Mondja left Tanguieta for university four years ago, and now she studies water instead of carrying it. Like all of the 10 graduate students on this field trip, she is under the instruction of Moussa Boukari, a soft-spoken hydrologist at the UAC, the national university. Boukari has spent years studying the ebb and flow of water through the ancient rock and layers of sand underlying this sliver of West Africa. He has a working relationship with Direction de l’Hydraulique, the government agency responsible for Benin’s rural water supplies. Water development is an essential problem for the future of Benin, says Boukari. It is the essential problem of life. (Boukari is speaking French; as elsewhere in this piece, quotes in italics are a translation.)

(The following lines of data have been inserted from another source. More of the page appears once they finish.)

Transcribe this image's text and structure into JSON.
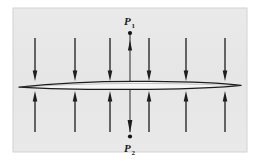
{
  "figure": {
    "kind": "pressure-distribution-airfoil-diagram",
    "panel": {
      "background_color": "#e8e8e8",
      "border_color": "#cfcfcf",
      "x": 13,
      "y": 8,
      "width": 234,
      "height": 144
    },
    "page_background_color": "#ffffff",
    "ink_color": "#1d1d1d"
  },
  "labels": {
    "top_point": {
      "symbol": "P",
      "subscript": "1",
      "full_text": "P1",
      "x": 124,
      "y": 24
    },
    "bottom_point": {
      "symbol": "P",
      "subscript": "2",
      "full_text": "P2",
      "x": 124,
      "y": 152
    }
  },
  "airfoil": {
    "name": "thin-airfoil-section",
    "left_tip_x": 19,
    "right_tip_x": 241,
    "center_y": 86,
    "max_thickness": 5,
    "outline_color": "#1d1d1d",
    "fill_color": "#f4f4f4"
  },
  "center_axis": {
    "name": "vertical-pressure-axis",
    "x": 130,
    "top_y": 32,
    "bottom_y": 133,
    "top_arrow_direction": "up",
    "bottom_arrow_direction": "down",
    "endpoint_dot_radius": 2.1,
    "line_color": "#2a2a2a"
  },
  "arrows": {
    "above": {
      "name": "downward-pressure-arrows",
      "direction": "down",
      "count": 6,
      "tail_y": 38,
      "head_y": 80,
      "x_positions": [
        35,
        75,
        110,
        149,
        186,
        225
      ]
    },
    "below": {
      "name": "upward-pressure-arrows",
      "direction": "up",
      "count": 6,
      "tail_y": 132,
      "head_y": 92,
      "x_positions": [
        35,
        75,
        110,
        149,
        186,
        225
      ]
    },
    "shaft_width": 1.4,
    "head_width": 4.6,
    "head_length": 10,
    "color": "#1d1d1d"
  }
}
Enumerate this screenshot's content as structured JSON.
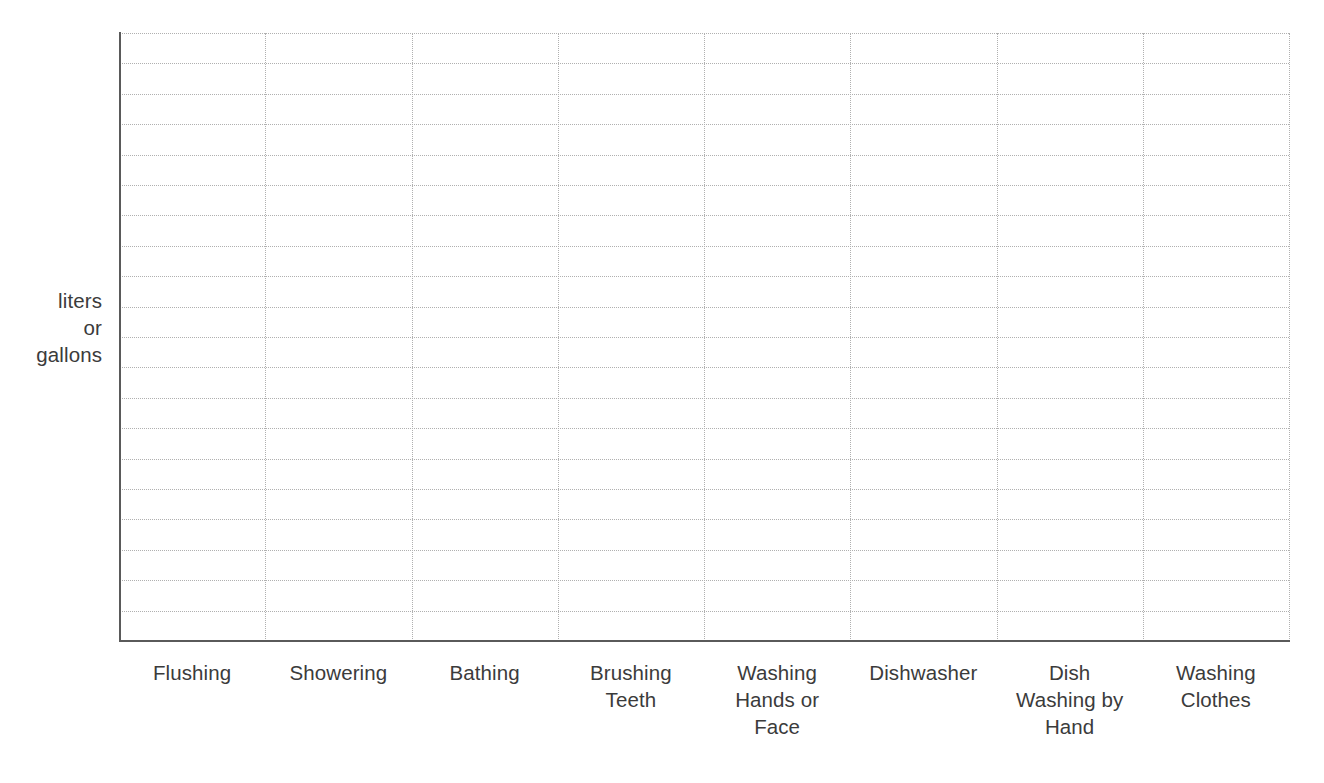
{
  "chart_data": {
    "type": "bar",
    "title": "",
    "xlabel": "",
    "ylabel": "liters\nor\ngallons",
    "categories": [
      "Flushing",
      "Showering",
      "Bathing",
      "Brushing\nTeeth",
      "Washing\nHands or\nFace",
      "Dishwasher",
      "Dish\nWashing by\nHand",
      "Washing\nClothes"
    ],
    "values": [
      null,
      null,
      null,
      null,
      null,
      null,
      null,
      null
    ],
    "grid": true,
    "grid_style": "dotted",
    "grid_columns": 8,
    "grid_rows": 20,
    "legend": "none",
    "ylim": [
      0,
      20
    ],
    "ytick_labels": [],
    "note": "blank worksheet grid - no data plotted",
    "colors": {
      "axis": "#5a5a5a",
      "gridline": "#b0b0b0",
      "text": "#3b3b3b",
      "background": "#ffffff"
    }
  },
  "axis": {
    "y_label_line1": "liters",
    "y_label_line2": "or",
    "y_label_line3": "gallons"
  }
}
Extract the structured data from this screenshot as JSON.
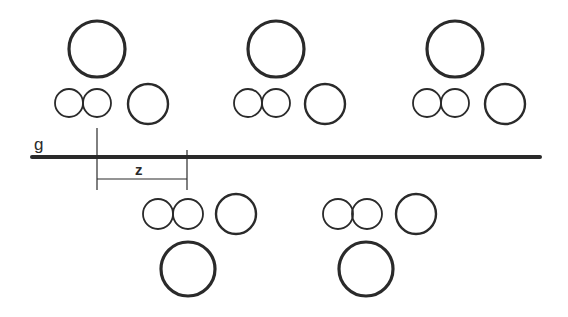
{
  "diagram": {
    "type": "periodic pattern along glide line",
    "colors": {
      "stroke": "#2a2a2a",
      "background": "#ffffff"
    },
    "labels": {
      "line_label": "g",
      "translation_label": "z"
    },
    "glide_line": {
      "x1": 32,
      "x2": 540,
      "y": 157,
      "width": 4
    },
    "translation": {
      "x1": 97,
      "x2": 187,
      "y": 179
    },
    "motifs_above": [
      {
        "large": [
          97,
          49,
          28
        ],
        "pair": [
          [
            69,
            103,
            14
          ],
          [
            97,
            103,
            14
          ]
        ],
        "single": [
          148,
          104,
          20
        ]
      },
      {
        "large": [
          276,
          49,
          28
        ],
        "pair": [
          [
            248,
            103,
            14
          ],
          [
            276,
            103,
            14
          ]
        ],
        "single": [
          325,
          104,
          20
        ]
      },
      {
        "large": [
          455,
          49,
          28
        ],
        "pair": [
          [
            427,
            103,
            14
          ],
          [
            455,
            103,
            14
          ]
        ],
        "single": [
          505,
          104,
          20
        ]
      }
    ],
    "motifs_below": [
      {
        "large": [
          188,
          269,
          27
        ],
        "pair": [
          [
            158,
            214,
            15
          ],
          [
            188,
            214,
            15
          ]
        ],
        "single": [
          236,
          214,
          20
        ]
      },
      {
        "large": [
          366,
          269,
          27
        ],
        "pair": [
          [
            338,
            214,
            15
          ],
          [
            367,
            214,
            15
          ]
        ],
        "single": [
          416,
          214,
          20
        ]
      }
    ]
  }
}
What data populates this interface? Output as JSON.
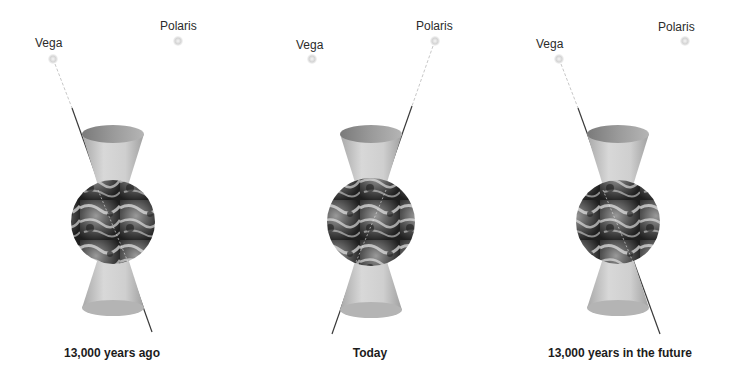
{
  "diagram": {
    "panels": [
      {
        "caption": "13,000 years ago",
        "stars": {
          "vega": "Vega",
          "polaris": "Polaris"
        },
        "axis_points_to": "Vega"
      },
      {
        "caption": "Today",
        "stars": {
          "vega": "Vega",
          "polaris": "Polaris"
        },
        "axis_points_to": "Polaris"
      },
      {
        "caption": "13,000 years in the future",
        "stars": {
          "vega": "Vega",
          "polaris": "Polaris"
        },
        "axis_points_to": "Vega"
      }
    ],
    "colors": {
      "background": "#ffffff",
      "cone": "#bdbdbd",
      "cone_rim": "#8a8a8a",
      "axis_line": "#3a3a3a",
      "star_dot": "#d6d6d6",
      "text": "#231f20"
    }
  }
}
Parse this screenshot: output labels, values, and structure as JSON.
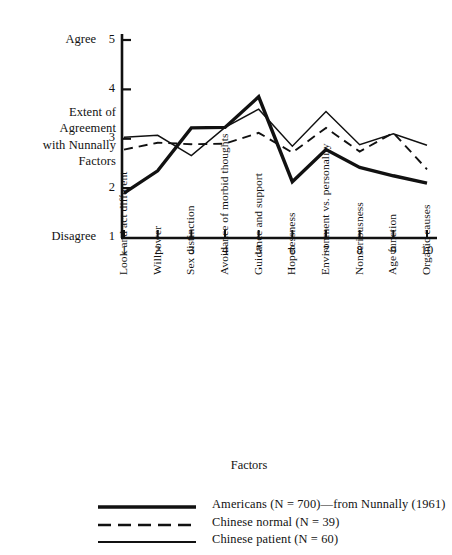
{
  "chart_data": {
    "type": "line",
    "title": "",
    "xlabel": "Factors",
    "ylabel": "Extent of Agreement with Nunnally Factors",
    "ylim": [
      1,
      5
    ],
    "yticks": [
      1,
      2,
      3,
      4,
      5
    ],
    "ytick_labels": [
      "1",
      "2",
      "3",
      "4",
      "5"
    ],
    "y_axis_low_label": "Disagree",
    "y_axis_high_label": "Agree",
    "grid": false,
    "legend_position": "bottom",
    "x": [
      1,
      2,
      3,
      4,
      5,
      6,
      7,
      8,
      9,
      10
    ],
    "xtick_labels": [
      "1",
      "2",
      "3",
      "4",
      "5",
      "6",
      "7",
      "8",
      "9",
      "10"
    ],
    "categories": [
      "Look and act different",
      "Willpower",
      "Sex distinction",
      "Avoidance of morbid thoughts",
      "Guidance and support",
      "Hopelessness",
      "Environment vs. personality",
      "Nonseriousness",
      "Age function",
      "Organic causes"
    ],
    "series": [
      {
        "name": "Americans (N = 700)—from Nunnally (1961)",
        "style": "thick-solid",
        "color": "#111111",
        "values": [
          1.9,
          2.35,
          3.22,
          3.23,
          3.85,
          2.13,
          2.78,
          2.42,
          2.25,
          2.1
        ]
      },
      {
        "name": "Chinese normal (N = 39)",
        "style": "dashed",
        "color": "#111111",
        "values": [
          2.78,
          2.92,
          2.89,
          2.9,
          3.12,
          2.72,
          3.22,
          2.74,
          3.12,
          2.38
        ]
      },
      {
        "name": "Chinese patient (N = 60)",
        "style": "thin-solid",
        "color": "#111111",
        "values": [
          3.03,
          3.07,
          2.66,
          3.23,
          3.6,
          2.85,
          3.55,
          2.88,
          3.1,
          2.87
        ]
      }
    ]
  },
  "ylabel_lines": [
    "Extent of",
    "Agreement",
    "with Nunnally",
    "Factors"
  ],
  "legend": [
    {
      "key": "thick-solid",
      "label": "Americans (N = 700)—from Nunnally (1961)"
    },
    {
      "key": "dashed",
      "label": "Chinese normal (N = 39)"
    },
    {
      "key": "thin-solid",
      "label": "Chinese patient (N = 60)"
    }
  ]
}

Boukari’s partner on this journey is Steve Silliman, Notre Dame’s associate dean for undergraduate programs in engineering, and a half dozen of his students. Silliman has been working in Benin since 1997. He met Boukari in 2000, and as their professional relationship has grown so has their list of projects. The students on the bus are following up on uranium found in this well a few years ago. Just a few kilometers to the north in the village of Adourékoman, Notre Dame graduate student Pamela Crane is developing a simple method for water testing that could revolutionize water quality for hundreds of millions of people.

That’s good news in a world that faces a tremendous water crisis. Already 1.1 billion people lack an improved water source, while 2.4 billion lack improved sanitation. Most best-case scenarios show this will continue to be a major problem into the future.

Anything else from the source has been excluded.